2025 demonightlx march peoples choice Jul 04, 2025
From Bitcoin Bakeries to Billion-Person Impact with Rob Kramer

 At Canopy, we celebrate bold thinkers, creative builders, and founders who don't just launch startups—they ignite movements. In March, at our Demo Night in Lisbon, one founder captured the hearts and minds of our entire community. Rob Kramer, the visionary behind Apollo Medica, walked away with the coveted People’s Choice Award—and it’s easy to see why.

Rob is not your average founder. His journey spans pastries, parking, public health, and a viral waffle shop that made headlines from Portugal to Brazil.

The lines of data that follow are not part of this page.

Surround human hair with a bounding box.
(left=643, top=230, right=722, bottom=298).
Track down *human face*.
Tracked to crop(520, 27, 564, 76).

But today, he’s focused on something far more personal and universal: pain.

Apollo Medica is Rob’s current venture—a platform powered by AI and wearables designed to help 1 billion people live pain-free. Starting with musculoskeletal conditions like chronic back pain and post-surgery rehab, Apollo digitizes motion data and offers real-time support and early diagnostics. It's both a rehabilitation tool and a preventative system. A visionary mission that began with a personal question: How do we make healing more accessible, more human?

But if you think this is Rob’s first big idea, think again.

He began hustling while still at Dublin Business School. Rob spotted a gap in the local food market—Irish bakeries lacked variety. So he started importing Hungarian pastries and distributing them across Ireland and the UK. With minimal capital, he bootstrapped, reinvested every cent, and convinced his accountant to become his first investor. By 2018, they were generating over €1.7M in revenue.

In 2014, Rob’s nerdy love of crypto collided with food once again. He created Europe’s first Bitcoin bakery, turning a local shop into a PR powerhouse. One Bitcoin transaction with a former fraud director of the Irish Central Bank and boom—it hit the media. Rob had discovered the power of storytelling and how earned media can amplify an idea when it truly connects.

Fast forward to Lisbon: enter Parkio, Portugal’s first EV charging app. Originally a parking solution, Rob pivoted the company just before COVID to support cities in managing infrastructure. It was this adaptability that kept the company alive when the pandemic hit.

Then came a wildcard move: La Putaria—a cheeky bakery selling erotic-shaped waffles. With TikTok views in the tens of millions and queues around the block, it was an overnight sensation. But it wasn’t all fun and games. In Brazil, the bakery faced legal action from ultra-conservative politicians and became a pawn in the country’s volatile election year. The product wasn’t illegal—but the name and design sparked outrage. It became a freedom of speech story that made international headlines. Even with lawsuits and censorship, Rob’s sales soared. Once again, controversy became the best kind of marketing.

So what’s Rob’s real superpower? It’s not just product-market fit. It’s virality with a purpose. Whether it’s healthtech or hot dogs, he builds brands that disrupt, delight, and drive conversation. With Apollo Medica, he’s applying all that storytelling power to solve something that affects us all.

Reflecting on his journey at Demo Night, Rob told the crowd: “If you’re thinking about starting, don’t wait. Launch. Adapt. Embrace the chaos. The only thing you don’t get back is time.”

At Canopy, we’re proud to lift up founders like Rob—visionaries who don’t just pitch, they punch through the noise. This award win in Lisbon is just the beginning. We can’t wait to welcome Rob back to the stage at Web Summit Week for our annual crescendo event.

👋 Want to meet Rob and founders like him?